Inflation slows on lower food, fuel prices
Vietnam’s consumer prices fell 0.2 percent this month from September, the first decline since March 2007, on the back of lower fuel and food prices.
The year-on-year inflation growth slowed for a second month to 26.7 percent in October, according to figures released Saturday by the General Statistics Office (GSO) in Hanoi. It was 27.9 percent last month.
The monthly fall comes amid lower world commodity and energy prices, domestic fuel price cuts and tightened credit by Vietnamese banks.
Since the start of the year, Vietnam's consumer price index has risen by 21.6 percent, said the GSO. Prime Minister Nguyen Tan Dung last week had forecast that the annual inflation rate for 2008 would be 24 percent.
Former State Bank of Vietnam Governor Cao Sy Kiem said the most difficult stage was over. Vietnam’s inflation rate in August reached 28.3 percent, the highest year-on-year increase since at least 1992, according to GSO.
Inflation has seen “a vast improvement from earlier in the year,” DWS Vietnam Fund Ltd. said in a note sent to investors on October 23.
On October 21, the State Bank of Vietnam cut its key interest rate to 13 percent from 14 percent, with HSBC Holdings Plc saying the bank was encouraged by evidence of slowing inflation.
US Federal Reserve Chairman Ben S. Bernanke and the heads of six other central banks said this month that global inflationary pressures are moderating amid a financial crisis.
Overall food and beverage prices, which account for nearly 43 percent of the goods basket Vietnam uses to calculate the consumer price index, fell 0.42 percent September, with prices in the sub-category including rice declining 1.9 percent.
Prices in the category including transportation fell 0.9 percent from September, according to the GSO report.
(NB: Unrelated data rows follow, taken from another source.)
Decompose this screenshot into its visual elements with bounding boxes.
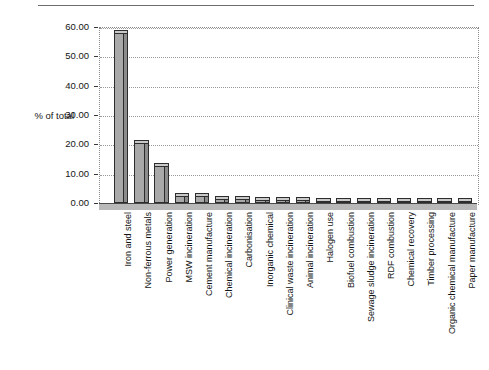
- bar-front-face: [195, 196, 206, 203]
- bar: [458, 27, 473, 207]
- y-tick-label: 50.00: [47, 51, 89, 61]
- x-tick-label: RDF combustion: [386, 212, 396, 279]
- x-tick-label: MSW incineration: [184, 212, 194, 283]
- y-tick-label: 20.00: [47, 139, 89, 149]
- bar: [114, 27, 129, 207]
- x-tick-label: Iron and steel: [123, 212, 133, 267]
- bar-top-face: [377, 198, 392, 202]
- bar: [215, 27, 230, 207]
- bar: [336, 27, 351, 207]
- y-tick-mark: [94, 203, 98, 204]
- x-axis-labels: Iron and steelNon-ferrous metalsPower ge…: [99, 210, 477, 368]
- bar: [175, 27, 190, 207]
- x-tick-label: Chemical recovery: [406, 212, 416, 287]
- bar-side-face: [145, 143, 149, 203]
- bar-front-face: [114, 33, 125, 203]
- x-tick-label: Power generation: [164, 212, 174, 283]
- x-tick-label: Halogen use: [325, 212, 335, 263]
- bar: [276, 27, 291, 207]
- bar-top-face: [114, 30, 129, 34]
- bar: [316, 27, 331, 207]
- bar: [134, 27, 149, 207]
- bar-top-face: [458, 198, 473, 202]
- bar-top-face: [195, 193, 210, 197]
- y-tick-label: 0.00: [47, 198, 89, 208]
- x-tick-label: Clinical waste incineration: [285, 212, 295, 316]
- bar: [357, 27, 372, 207]
- y-tick-label: 30.00: [47, 110, 89, 120]
- x-tick-label: Cement manufacture: [204, 212, 214, 296]
- y-tick-mark: [94, 86, 98, 87]
- bar-top-face: [417, 198, 432, 202]
- bar: [195, 27, 210, 207]
- bar-front-face: [175, 196, 186, 203]
- bar: [255, 27, 270, 207]
- x-tick-label: Carbonisation: [244, 212, 254, 268]
- bar-top-face: [276, 197, 291, 201]
- bar-top-face: [255, 197, 270, 201]
- x-tick-label: Biofuel combustion: [346, 212, 356, 288]
- y-tick-mark: [94, 27, 98, 28]
- bar-top-face: [357, 198, 372, 202]
- bar-front-face: [134, 143, 145, 203]
- x-tick-label: Animal incineration: [305, 212, 315, 288]
- bar-top-face: [215, 196, 230, 200]
- y-tick-mark: [94, 144, 98, 145]
- bar: [296, 27, 311, 207]
- bar-top-face: [296, 197, 311, 201]
- bar-top-face: [175, 193, 190, 197]
- bar-side-face: [165, 166, 169, 203]
- bar: [417, 27, 432, 207]
- x-tick-label: Sewage sludge incineration: [366, 212, 376, 322]
- y-tick-mark: [94, 174, 98, 175]
- bar-top-face: [336, 198, 351, 202]
- bar-top-face: [235, 196, 250, 200]
- bar: [397, 27, 412, 207]
- bar-top-face: [397, 198, 412, 202]
- bar-top-face: [437, 198, 452, 202]
- y-tick-mark: [94, 115, 98, 116]
- x-tick-label: Organic chemical manufacture: [447, 212, 457, 334]
- bar: [235, 27, 250, 207]
- bar-top-face: [316, 198, 331, 202]
- y-tick-mark: [94, 56, 98, 57]
- x-tick-label: Paper manufacture: [467, 212, 477, 289]
- bar: [377, 27, 392, 207]
- bar-side-face: [205, 196, 209, 203]
- bar: [437, 27, 452, 207]
- header-divider: [38, 5, 474, 6]
- y-tick-label: 10.00: [47, 169, 89, 179]
- chart-figure: % of total 0.0010.0020.0030.0040.0050.00…: [0, 0, 489, 370]
- x-tick-label: Non-ferrous metals: [143, 212, 153, 289]
- bar-front-face: [154, 166, 165, 203]
- y-tick-label: 40.00: [47, 81, 89, 91]
- x-tick-label: Inorganic chemical: [265, 212, 275, 287]
- bar-side-face: [185, 196, 189, 203]
- x-tick-label: Timber processing: [426, 212, 436, 286]
- bar-series: [99, 27, 477, 210]
- bar-top-face: [154, 163, 169, 167]
- bar-top-face: [134, 140, 149, 144]
- y-tick-label: 60.00: [47, 22, 89, 32]
- x-tick-label: Chemical incineration: [224, 212, 234, 298]
- bar-side-face: [124, 33, 128, 203]
- bar: [154, 27, 169, 207]
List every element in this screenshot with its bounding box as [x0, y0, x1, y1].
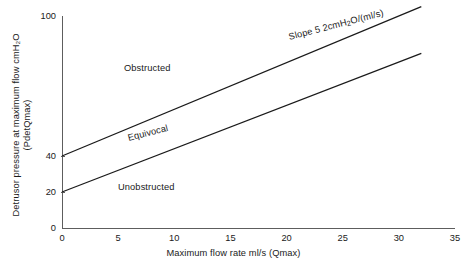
y-axis-label-line1: Detrusor pressure at maximum flow cmH₂O: [11, 33, 23, 216]
obstructed-boundary-line: [62, 7, 421, 156]
x-tick-label: 10: [169, 233, 179, 243]
plot-area: 02040100 05101520253035 Obstructed Equiv…: [62, 16, 455, 228]
x-axis-line: [62, 228, 455, 229]
region-label-obstructed: Obstructed: [124, 63, 170, 73]
nomogram-lines: [62, 16, 455, 228]
y-axis-label-line2: (PdetQmax): [22, 99, 34, 150]
region-label-unobstructed: Unobstructed: [118, 182, 175, 192]
y-axis-label: Detrusor pressure at maximum flow cmH₂O …: [5, 9, 39, 241]
x-tick-label: 0: [59, 233, 64, 243]
x-tick-label: 20: [281, 233, 291, 243]
y-tick-label: 0: [51, 223, 56, 233]
x-tick-label: 30: [394, 233, 404, 243]
x-tick-label: 15: [225, 233, 235, 243]
x-tick-label: 35: [450, 233, 460, 243]
chart-figure: Detrusor pressure at maximum flow cmH₂O …: [0, 0, 467, 266]
y-tick-label: 20: [46, 187, 56, 197]
x-axis-label: Maximum flow rate ml/s (Qmax): [0, 248, 467, 258]
y-tick-label: 100: [40, 11, 56, 21]
x-tick-label: 25: [338, 233, 348, 243]
y-tick-label: 40: [46, 151, 56, 161]
unobstructed-boundary-line: [62, 53, 421, 192]
x-tick-label: 5: [116, 233, 121, 243]
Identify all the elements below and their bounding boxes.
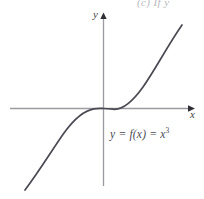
equation-exponent: 3	[166, 126, 170, 135]
y-axis-label: y	[93, 8, 98, 20]
equation-annotation: y = f(x) = x3	[110, 126, 170, 140]
cubic-function-figure: (c) If y y x y = f(x) = x3	[0, 0, 204, 199]
x-axis-label: x	[190, 108, 195, 120]
y-axis-arrowhead	[100, 13, 106, 20]
equation-text: y = f(x) = x	[110, 128, 166, 140]
plot-canvas	[0, 0, 204, 199]
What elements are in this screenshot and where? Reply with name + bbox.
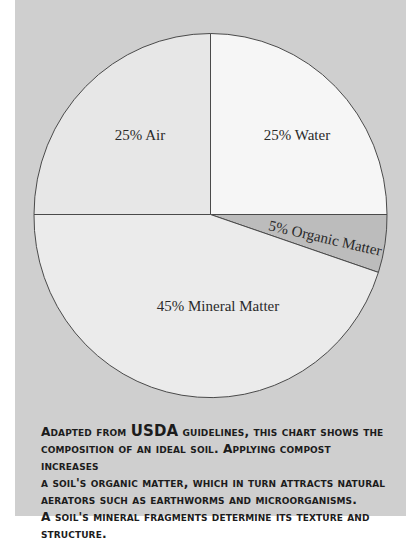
caption-usda: USDA — [131, 422, 178, 440]
figure-caption: Adapted from USDA guidelines, this chart… — [41, 423, 391, 542]
slice-air — [34, 34, 211, 215]
label-mineral-matter: 45% Mineral Matter — [157, 298, 279, 314]
caption-line-4: aerators such as earthworms and microorg… — [41, 492, 391, 509]
caption-line-2: composition of an ideal soil. Applying c… — [41, 441, 391, 475]
label-air: 25% Air — [115, 127, 165, 143]
caption-text: guidelines, this chart shows the — [178, 425, 383, 439]
caption-line-3: a soil's organic matter, which in turn a… — [41, 475, 391, 492]
caption-text: Adapted from — [41, 425, 131, 439]
label-water: 25% Water — [264, 127, 330, 143]
slice-water — [211, 34, 388, 215]
caption-line-6: structure. — [41, 526, 391, 542]
pie-chart: 25% Air 25% Water 5% Organic Matter 45% … — [0, 0, 412, 410]
caption-line-1: Adapted from USDA guidelines, this chart… — [41, 423, 391, 441]
caption-line-5: A soil's mineral fragments determine its… — [41, 509, 391, 526]
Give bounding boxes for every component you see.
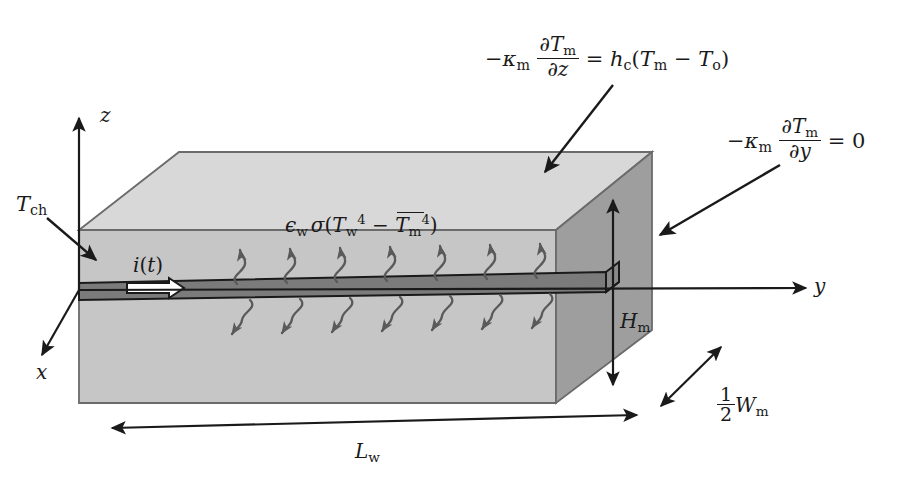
overbar — [397, 212, 425, 213]
axis-label-x: x — [36, 362, 47, 382]
derivative-numerator: ∂Tm — [537, 34, 579, 58]
tm-mean-symbol: T — [395, 213, 408, 237]
partial-derivative-z: ∂Tm ∂z — [537, 34, 579, 79]
y-variable: y — [799, 139, 810, 163]
tw-symbol: T — [332, 213, 345, 237]
tw-subscript: w — [346, 223, 358, 239]
width-symbol: W — [735, 393, 756, 417]
diagram-svg — [0, 0, 923, 487]
current-close-paren: ) — [155, 253, 163, 277]
axis-label-y: y — [814, 276, 825, 296]
tm-symbol: T — [640, 47, 654, 71]
label-half-mold-width: 1 2 Wm — [717, 385, 769, 425]
label-current: i(t) — [133, 255, 163, 275]
temperature-subscript: m — [563, 42, 576, 58]
label-wire-length: Lw — [355, 441, 380, 464]
close-paren: ) — [721, 47, 729, 71]
h-subscript: c — [624, 57, 632, 73]
partial-symbol-y-den: ∂ — [789, 139, 799, 163]
to-symbol: T — [698, 47, 712, 71]
epsilon-subscript: w — [296, 223, 308, 239]
h-symbol: h — [610, 47, 624, 71]
derivative-denominator-y: ∂y — [779, 140, 821, 161]
fraction-numerator: 1 — [717, 385, 735, 404]
epsilon-symbol: ϵ — [285, 213, 296, 237]
equation-top-boundary-condition: −κm ∂Tm ∂z = hc(Tm − To) — [485, 34, 729, 79]
label-mold-height: Hm — [620, 311, 650, 334]
derivative-numerator-y: ∂Tm — [779, 116, 821, 140]
tch-symbol: T — [16, 192, 30, 216]
partial-symbol-y: ∂ — [782, 114, 792, 138]
dimension-half-width — [661, 347, 721, 406]
z-variable: z — [558, 57, 569, 81]
derivative-denominator: ∂z — [537, 58, 579, 79]
subtraction-sign: − — [674, 47, 692, 71]
sigma-symbol: σ — [308, 213, 325, 237]
radiation-minus: − — [372, 213, 389, 237]
tm-mean-overbar-group: Tm4 — [395, 213, 430, 239]
height-subscript: m — [637, 319, 650, 335]
temperature-subscript-y: m — [805, 124, 818, 140]
partial-derivative-y: ∂Tm ∂y — [779, 116, 821, 161]
equals-sign: = — [586, 47, 604, 71]
temperature-symbol-y: T — [792, 114, 805, 138]
equation-right-boundary-condition: −κm ∂Tm ∂y = 0 — [727, 116, 865, 161]
equation-radiation-term: ϵwσ(Tw4 − Tm4) — [285, 213, 438, 239]
height-symbol: H — [620, 309, 637, 333]
tm-subscript: m — [654, 57, 668, 73]
zero-value: 0 — [852, 129, 865, 153]
to-subscript: o — [712, 57, 721, 73]
minus-sign-right: − — [727, 129, 745, 153]
open-paren: ( — [632, 47, 640, 71]
equals-sign-right: = — [828, 129, 846, 153]
tch-subscript: ch — [30, 202, 47, 218]
kappa-symbol: κ — [503, 47, 517, 71]
tm-mean-exponent: 4 — [421, 212, 429, 227]
kappa-symbol-right: κ — [745, 129, 759, 153]
leader-arrow-right-bc — [660, 165, 780, 235]
label-chip-temperature: Tch — [16, 194, 47, 217]
one-half-fraction: 1 2 — [717, 385, 735, 425]
tw-exponent: 4 — [357, 212, 365, 227]
width-subscript: m — [756, 403, 769, 419]
partial-symbol: ∂ — [540, 32, 550, 56]
axis-label-z: z — [100, 105, 111, 125]
partial-symbol-den: ∂ — [547, 57, 557, 81]
kappa-subscript-right: m — [758, 139, 772, 155]
length-symbol: L — [355, 439, 368, 463]
dimension-length — [112, 415, 637, 428]
kappa-subscript: m — [516, 57, 530, 73]
axis-x — [42, 290, 79, 355]
length-subscript: w — [368, 449, 380, 465]
radiation-close-paren: ) — [430, 213, 438, 237]
diagram-canvas: −κm ∂Tm ∂z = hc(Tm − To) −κm ∂Tm ∂y = 0 … — [0, 0, 923, 487]
fraction-denominator: 2 — [717, 404, 735, 424]
temperature-symbol: T — [550, 32, 563, 56]
minus-sign: − — [485, 47, 503, 71]
tm-mean-subscript: m — [409, 223, 422, 239]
The price of 92-RON gasoline, the country’s most commonly used grade, is now at VND15,500 ($0.92) per liter, down from VND17,000 at the beginning of the month.
Prices in the category including construction materials declined 1.1 percent, month-on-month.
Local companies are having difficulty securing financing after a rise in interest rates earlier in the year, and amid a government focus on keeping credit expansion in check, the UK-listed fund Vietnam Holding Ltd. said this month. “Inflation has responded to policy changes,” it said.
Head of the Economic Institute of Ho Chi Minh City Tran Du Lich said slower inflation is a “good sign” but warned that “risks of high inflation still exist.”
However, Kiem called for continuing the prioritizing inflation fight by retaining the tightened monetary policy.
Lich suggested the government takes measures to encourage bank loans to agricultural production and small-and medium-sized enterprises.